Nearly two years ago we wrote that we were in the midst of a Great Deleveraging, that it was time to rise up and spend down our lavish ways, unwind our collective exposure, and get back to basics—or something like that. Indeed, consumers have stopped increasing our leverage. Since the end of 2007, consumer credit has been stalled out at around $2.5 Trillion and Mortgage Debt has been stuck at about $14.5Trillion.

However, since December 2007 we have grown our country’s Public Debt from $9.2 to $13.2 Trillion, thus increasing the sum of our Public, Consumer and Mortgage debt from $26.3 Trillion at the end of 2007 to just shy of $30 Trillion as of June 2010. In short, we are not in a Great Deleveraging.

4. But if we are continuing to increase our leverage, then why is the stock market still about 25% below where it was in October 2007?
There are many reasons, but let’s consider investor sentiment and the how our leverage has been growing. Assume that 2008 was a shock to most investors and that people generally become more wary of the role of leverage. Certainly, there emerged for many an appreciation for the critical role that consumer credit and mortgage credit had played in America’s historically robust growth during this period.

But that is not the kind of debt we have been increasing; we have only been increasing our public debt. Increasing public debt at such massive levels has been sparking worry and fear, not consumer or investor confidence. Whether you embrace Keynes or Hayek, and whether or not you think the investing public is intelligent, investors are signaling their generalized anxiety about the potential affect of borrowing and printing more money. Thus, unless something enables consumer or mortgage borrowing to reengage, it is hard to see what would cause the market to rise materially.

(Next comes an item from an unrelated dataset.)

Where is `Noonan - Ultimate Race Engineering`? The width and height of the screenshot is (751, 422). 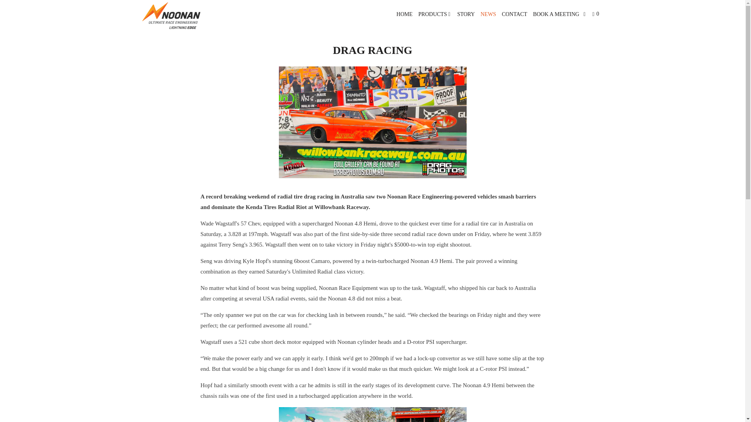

Soon after news of Beijing’s traffic jam hit the international press, China’s state controlled media reported that the massive gridlock had mysteriously disappeared. Headline changed—problem (apparently) solved. Ah, that it would be so easy to solve an intractable transportation problem or to address our economic challenges. But just as the Chinese must at some point face up to a legacy of poor urban planning, corrupt officials, and a dishonest media, we in America must at some point look at our economy with more realistic eyes and not fool ourselves into believing in past economic glories or some sort of perpetual economic superiority.

It’s difficult to realize that what we had thought was a golden age economically was perhaps just a period of decent growth consistent with historic norms but juiced by leverage. But that realization should serve us better going forward than pretending otherwise.